2010: The Year of a US Insurance Exchange?

Property and casualty electronic insurance exchanges have never been very successful, despite the apparent fit for an industry that consists entirely of information and process flows. Ovum does not think the latest entry, launched in late 2009 by the US CIAB and LexisNexis, will work either, unless the participants on the other side of the supply-and-demand equation agree it is of financial value.

Source: Source: Datamonitor | Published on June 17, 2010

Although it seems inherently reasonable that the US commercial property and casualty (P&C) market, an industry that consists entirely of information and process flows, would conduct its transactions electronically, arguments regarding the customization of underwriting data requirements, fears of commoditization, and an unwillingness to shoulder the costs put forward by insurance companies, have constantly thwarted agent attempts to create exchanges.
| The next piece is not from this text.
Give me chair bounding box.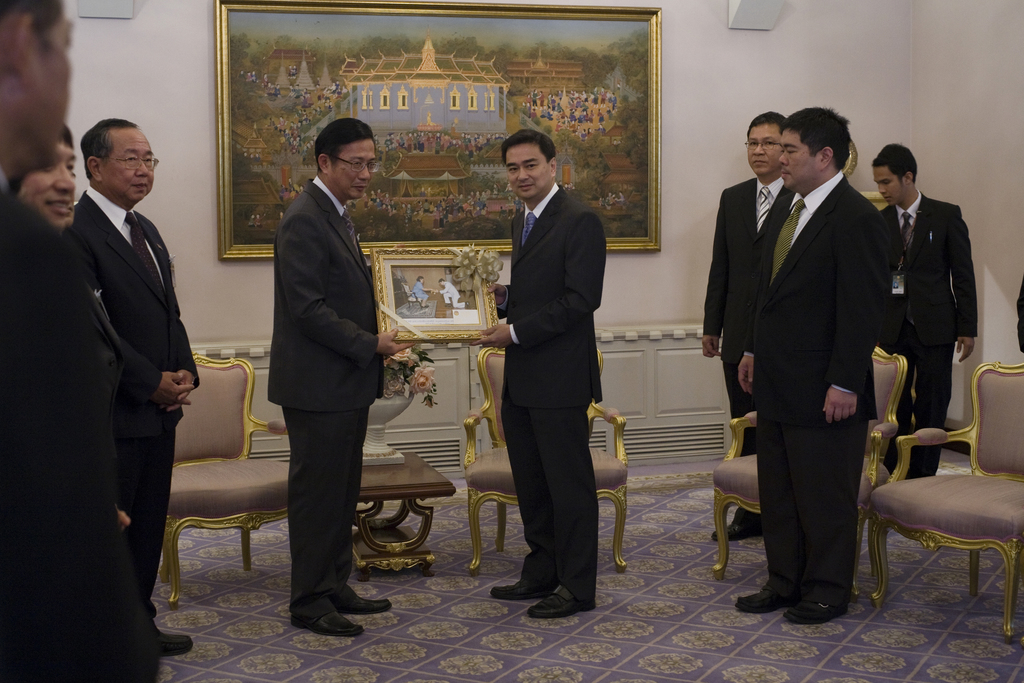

US insurance brokers are nothing if not persistent

However, decades of unsuccessful attempts have not stopped insurance brokers from trying to find the winning formula. The latest attempt to create a P&C insurance exchange, a partnership between the US Council of Insurance Agents and Brokers (CIAB) and LexisNexis, appears to be the strongest initiative to date.

The CIAB is a significant player in the US P&C insurance industry, representing insurance agents and brokers that distribute approximately 80% of the commercial P&C business in the US. LexisNexis, meanwhile, brings strong information resources used extensively in the US P&C insurance industry, as well as a suite of policy administration capabilities, to the partnership. The LexisNexis website states that although the exchange "will initially concentrate on commercial lines, it will expand over time to encompass all lines of property and casualty insurance, as well as life, health, employee benefits and reinsurance." This is a demand-side attempt to convince insurers to consider participating in the exchange.
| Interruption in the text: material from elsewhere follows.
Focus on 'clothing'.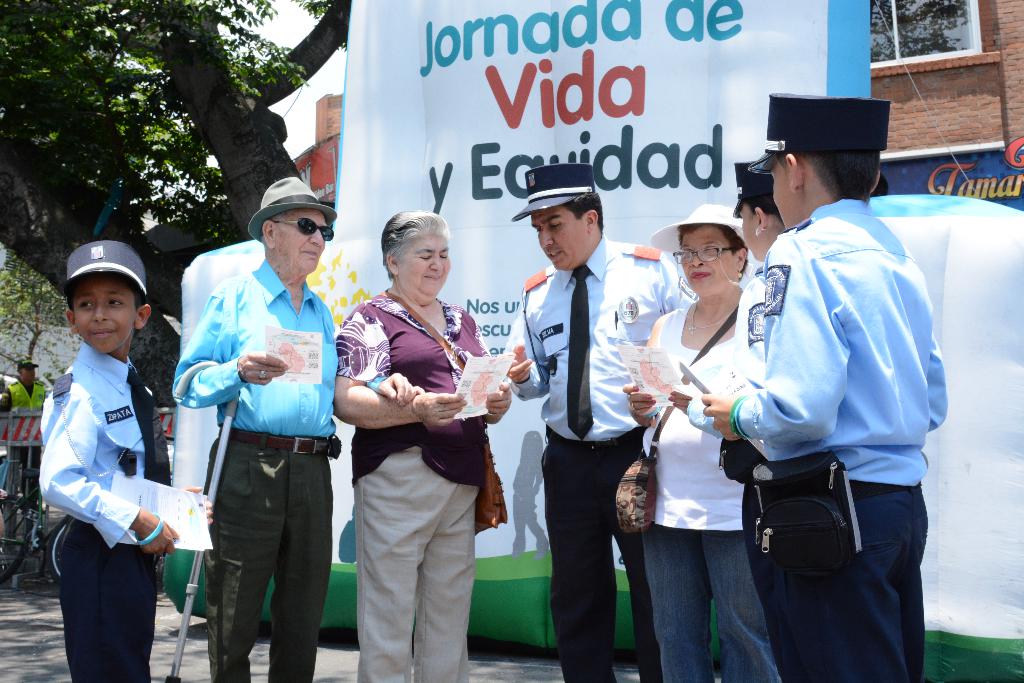
Focused at <region>173, 260, 338, 427</region>.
However, the partnership realized that it needed capabilities that neither organization could offer the exchange and so, in February 2010, the CIAB and LexisNexis selected FirstBest to automate the insurer distribution workflow. FirstBest provides a software-as-a-service solution that enables the agents or brokers to submit insurance applications in a real-time process. This process includes giving the agency's customer service representatives and home office underwriters the same view of where the application is in the acceptance or rejection process, and allowing them to see what information is still needed in order for the underwriters to make the final decision. Ovum believes that FirstBest provides a strong underwriting management system solution, but is concerned about the apparently small number of insurance clients it has garnered since it launched in June 2007.
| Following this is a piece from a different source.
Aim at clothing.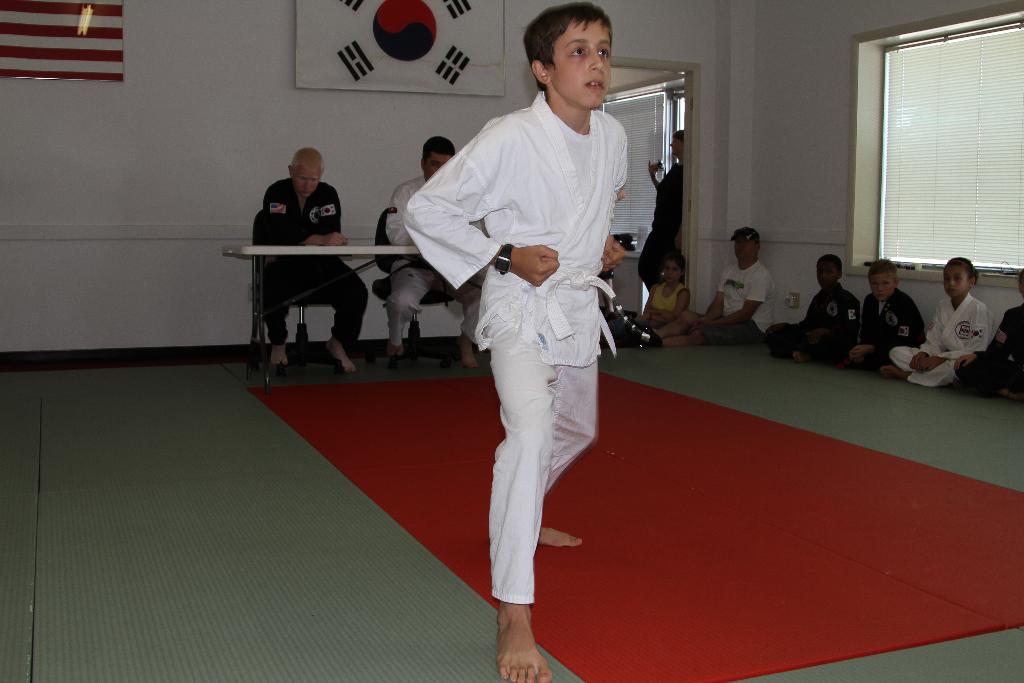
Aimed at left=960, top=304, right=1023, bottom=396.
The exchange has not stopped in its search for additional partners. It is in discussions with other technology firms that provide agent and broker authorization information that would enable it to operate legally in the US by reassuring it, and participating insurance companies, that the agents placing P&C business in the exchange are legally authorized to conduct the transactions. Furthermore, if the technology firm could feed this information in real-time when authorization issues arise throughout the business acquisition and agent compensation processes, the exchange would be able to operate in a straight-through processing manner.

Will insurance companies join the party?

Ultimately, the CIAB and LexisNexis exchange faces the same fate of oblivion as previous attempts unless it can prove its financial value to insurance companies. Insurers will expect to maintain the actuarial freedom to require the data items for their underwriting, even if those data are different from what other insurers ask from insurance agents. Insurers will strive to conduct business with agents that have a history of placing profitable business and will expect the exchange to be revenue-positive from their perspective. Finally, insurers will want to ensure that the new exchange does not turn their company into a commodity entry in a broker matrix. In the end, Ovum believes that the exchange will only be successful if the participants on the other side of the supply-and-demand equation (the insurance companies supplying the capacity to cover the risks) see its financial value.